Updated: Jun 27, 2018

A total of 55 improperly-confiscated property deeds belonging to Assyrians in Tur Abdin have been returned to their rightful owners.

Mor Gabriel Foundation Chairman Kuryakus Ergun shows returned property deeds to a Syriac Orthodox bishop. (Photo: Assyria TV)

The properties were seized in July 2017, three years after Tur Abdin was absorbed into a newly-established municipality in 2014, at which point the legal status of their ownership deeds was unjustly dissolved and transferred to Turkey’s Presidency of Religious Affairs. The confiscated properties included churches, monasteries, and Assyrian burial sites. The act was formally condemned by the European Parliament in a resolution issued on February 8, 2018.

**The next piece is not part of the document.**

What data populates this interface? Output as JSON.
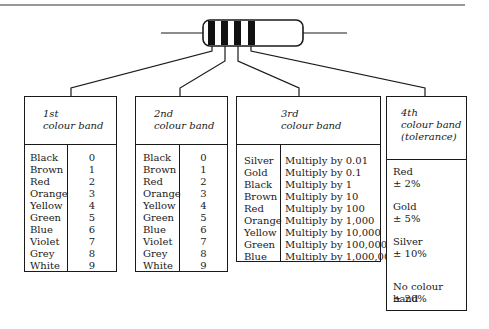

Negotiations between Turkish authorities and the Mor Gabriel Foundation have been ongoing for years, as land confiscations in Tur Abdin specifically date back more than a decade. Turkey has historically expropriated properties belonging to ethnic and religious minorities in the country, a process that constitutes ethnic cleansing.


50 of the 55 property deeds returned earlier this week were issued to the Mor Gabriel Foundation, while the remaining five were distributed the Zarafan Monastery and other churches in Mardin. Ownership deeds for 18 out of 30 properties belonging to Mor Gabriel Monastery itself—the oldest surviving Syriac Orthodox monastery in the world—have yet to be returned.

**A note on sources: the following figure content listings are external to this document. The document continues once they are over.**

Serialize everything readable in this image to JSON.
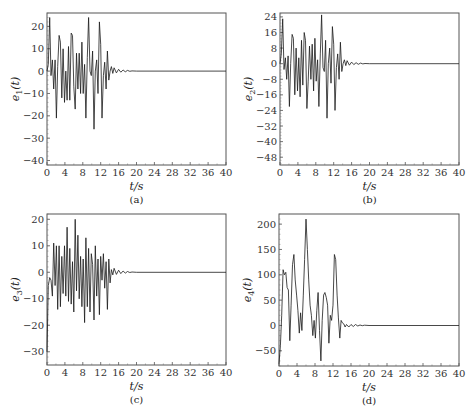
{
  "chart_data": [
    {
      "id": "a",
      "type": "line",
      "caption": "(a)",
      "xlabel": "t/s",
      "ylabel": "e1(t)",
      "ylabel_main": "e",
      "ylabel_sub": "1",
      "xlim": [
        0,
        40
      ],
      "ylim": [
        -42,
        26
      ],
      "xticks": [
        0,
        4,
        8,
        12,
        16,
        20,
        24,
        28,
        32,
        36,
        40
      ],
      "yticks": [
        20,
        10,
        0,
        -10,
        -20,
        -30,
        -40
      ],
      "grid": false,
      "frame": {
        "left": 47,
        "top": 13,
        "right": 226,
        "bottom": 165
      },
      "series": [
        {
          "name": "e1",
          "x": [
            0,
            0.3,
            0.6,
            0.9,
            1.2,
            1.5,
            1.8,
            2.1,
            2.4,
            2.7,
            3.0,
            3.3,
            3.6,
            3.9,
            4.2,
            4.5,
            4.8,
            5.1,
            5.4,
            5.7,
            6.0,
            6.3,
            6.6,
            6.9,
            7.2,
            7.5,
            7.8,
            8.1,
            8.4,
            8.7,
            9.0,
            9.3,
            9.6,
            9.9,
            10.2,
            10.5,
            10.8,
            11.1,
            11.4,
            11.7,
            12.0,
            12.3,
            12.6,
            12.9,
            13.2,
            13.5,
            13.8,
            14.1,
            14.4,
            14.7,
            15.0,
            15.5,
            16.0,
            16.5,
            17.0,
            17.5,
            18.0,
            18.5,
            19.0,
            20,
            40
          ],
          "y": [
            0,
            3,
            24,
            -2,
            5,
            -8,
            5,
            -21,
            2,
            16,
            13,
            -12,
            10,
            -14,
            0,
            -13,
            11,
            -13,
            17,
            16,
            -7,
            -17,
            8,
            -8,
            8,
            -10,
            13,
            -10,
            3,
            -21,
            6,
            24,
            0,
            -2,
            9,
            -26,
            0,
            5,
            -10,
            22,
            12,
            -21,
            -2,
            4,
            -8,
            9,
            -4,
            0,
            2,
            -1,
            1.5,
            -0.8,
            0.8,
            -0.5,
            0.5,
            -0.3,
            0.3,
            -0.1,
            0.1,
            0,
            0
          ]
        }
      ]
    },
    {
      "id": "b",
      "type": "line",
      "caption": "(b)",
      "xlabel": "t/s",
      "ylabel": "e2(t)",
      "ylabel_main": "e",
      "ylabel_sub": "2",
      "xlim": [
        0,
        40
      ],
      "ylim": [
        -52,
        26
      ],
      "xticks": [
        0,
        4,
        8,
        12,
        16,
        20,
        24,
        28,
        32,
        36,
        40
      ],
      "yticks": [
        24,
        16,
        8,
        0,
        -8,
        -16,
        -24,
        -32,
        -40,
        -48
      ],
      "grid": false,
      "frame": {
        "left": 280,
        "top": 13,
        "right": 459,
        "bottom": 165
      },
      "series": [
        {
          "name": "e2",
          "x": [
            0,
            0.3,
            0.6,
            0.9,
            1.2,
            1.5,
            1.8,
            2.1,
            2.4,
            2.7,
            3.0,
            3.3,
            3.6,
            3.9,
            4.2,
            4.5,
            4.8,
            5.1,
            5.4,
            5.7,
            6.0,
            6.3,
            6.6,
            6.9,
            7.2,
            7.5,
            7.8,
            8.1,
            8.4,
            8.7,
            9.0,
            9.3,
            9.6,
            9.9,
            10.2,
            10.5,
            10.8,
            11.1,
            11.4,
            11.7,
            12.0,
            12.3,
            12.6,
            12.9,
            13.2,
            13.5,
            13.8,
            14.1,
            14.4,
            14.7,
            15.0,
            15.5,
            16.0,
            16.5,
            17.0,
            17.5,
            18.0,
            18.5,
            19.0,
            20,
            40
          ],
          "y": [
            0,
            5,
            23,
            -3,
            3,
            -8,
            4,
            -22,
            0,
            15,
            13,
            -16,
            8,
            -14,
            3,
            -17,
            12,
            -11,
            16,
            12,
            -23,
            -9,
            9,
            -8,
            10,
            -14,
            13,
            -9,
            2,
            -22,
            5,
            25,
            -2,
            -4,
            12,
            -28,
            0,
            8,
            -10,
            19,
            10,
            -24,
            -2,
            5,
            -8,
            11,
            -4,
            0,
            2,
            -1,
            1.5,
            -0.8,
            0.8,
            -0.5,
            0.5,
            -0.3,
            0.3,
            -0.1,
            0.1,
            0,
            0
          ]
        }
      ]
    },
    {
      "id": "c",
      "type": "line",
      "caption": "(c)",
      "xlabel": "t/s",
      "ylabel": "e3(t)",
      "ylabel_main": "e",
      "ylabel_sub": "3",
      "xlim": [
        0,
        40
      ],
      "ylim": [
        -35,
        22
      ],
      "xticks": [
        0,
        4,
        8,
        12,
        16,
        20,
        24,
        28,
        32,
        36,
        40
      ],
      "yticks": [
        20,
        10,
        0,
        -10,
        -20,
        -30
      ],
      "grid": false,
      "frame": {
        "left": 47,
        "top": 214,
        "right": 226,
        "bottom": 365
      },
      "series": [
        {
          "name": "e3",
          "x": [
            0,
            0.3,
            0.6,
            0.9,
            1.2,
            1.5,
            1.8,
            2.1,
            2.4,
            2.7,
            3.0,
            3.3,
            3.6,
            3.9,
            4.2,
            4.5,
            4.8,
            5.1,
            5.4,
            5.7,
            6.0,
            6.3,
            6.6,
            6.9,
            7.2,
            7.5,
            7.8,
            8.1,
            8.4,
            8.7,
            9.0,
            9.3,
            9.6,
            9.9,
            10.2,
            10.5,
            10.8,
            11.1,
            11.4,
            11.7,
            12.0,
            12.3,
            12.6,
            12.9,
            13.2,
            13.5,
            13.8,
            14.1,
            14.4,
            14.7,
            15.0,
            15.5,
            16.0,
            16.5,
            17.0,
            17.5,
            18.0,
            18.5,
            19.0,
            20,
            40
          ],
          "y": [
            -30,
            -5,
            -2,
            -3,
            -9,
            11,
            -5,
            10,
            -14,
            10,
            -13,
            6,
            -8,
            10,
            -9,
            17,
            -11,
            9,
            -12,
            4,
            -15,
            20,
            -7,
            14,
            -10,
            6,
            -13,
            5,
            -19,
            13,
            -13,
            9,
            -15,
            7,
            3,
            -18,
            10,
            -9,
            5,
            -16,
            6,
            -3,
            7,
            -6,
            4,
            -14,
            5,
            -4,
            1,
            -1,
            1.5,
            -0.8,
            0.8,
            -0.5,
            0.5,
            -0.3,
            0.3,
            -0.1,
            0.1,
            0,
            0
          ]
        }
      ]
    },
    {
      "id": "d",
      "type": "line",
      "caption": "(d)",
      "xlabel": "t/s",
      "ylabel": "e4(t)",
      "ylabel_main": "e",
      "ylabel_sub": "4",
      "xlim": [
        0,
        40
      ],
      "ylim": [
        -80,
        220
      ],
      "xticks": [
        0,
        4,
        8,
        12,
        16,
        20,
        24,
        28,
        32,
        36,
        40
      ],
      "yticks": [
        200,
        150,
        100,
        50,
        0,
        -50
      ],
      "grid": false,
      "frame": {
        "left": 279,
        "top": 214,
        "right": 459,
        "bottom": 366
      },
      "series": [
        {
          "name": "e4",
          "x": [
            0,
            0.3,
            0.6,
            0.9,
            1.2,
            1.5,
            1.8,
            2.1,
            2.4,
            2.7,
            3.0,
            3.3,
            3.6,
            3.9,
            4.2,
            4.5,
            4.8,
            5.1,
            5.4,
            5.7,
            6.0,
            6.3,
            6.6,
            6.9,
            7.2,
            7.5,
            7.8,
            8.1,
            8.4,
            8.7,
            9.0,
            9.3,
            9.6,
            9.9,
            10.2,
            10.5,
            10.8,
            11.1,
            11.4,
            11.7,
            12.0,
            12.3,
            12.6,
            12.9,
            13.2,
            13.5,
            13.8,
            14.1,
            14.4,
            14.7,
            15.0,
            15.5,
            16.0,
            16.5,
            17.0,
            17.5,
            18.0,
            18.5,
            19.0,
            20,
            40
          ],
          "y": [
            -75,
            -40,
            20,
            110,
            100,
            105,
            75,
            70,
            -30,
            40,
            120,
            140,
            90,
            60,
            30,
            -15,
            25,
            -10,
            60,
            130,
            210,
            150,
            90,
            40,
            20,
            -20,
            10,
            -25,
            30,
            65,
            -10,
            -70,
            10,
            60,
            65,
            55,
            40,
            -35,
            20,
            10,
            40,
            140,
            130,
            60,
            15,
            -25,
            10,
            5,
            3,
            -3,
            2,
            -3,
            2,
            -2,
            2,
            -1,
            1,
            -0.5,
            0.5,
            0,
            0
          ]
        }
      ]
    }
  ]
}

Turkish authorities also retain ownership of the surrounding farmlands, totaling 55 individual deeds, which have belonged to the local church communities for centuries. “What good are the buildings if we aren’t recognized as owners of the lands? The land is much more valuable,” an Assyrian man from Tur Abdin told a representative of the Assyrian Policy Institute.


A spokesperson for the Assyrian Confederation of Europe estimates that only 30% of the properties confiscated since 2007 have been returned, while the remaining 70% are legally considered the property of the Turkish state.


Kuryakus Ergun, Charmain of the Mor Gabriel Foundation, said in an interview with Assyria TV, “The Mor Gabriel Foundation is 175 years old, and has the ability to protect Assyrian lands...For years, we have been fighting for the rights to our monasteries, churches, and properties built and preserved with the blood of our people. We will continue to fight for them.”


Tur Abdin is a historic Assyrian region located in southeast Turkey. It is currently home to approximately 3,000 Assyrians belonging to various church denominations.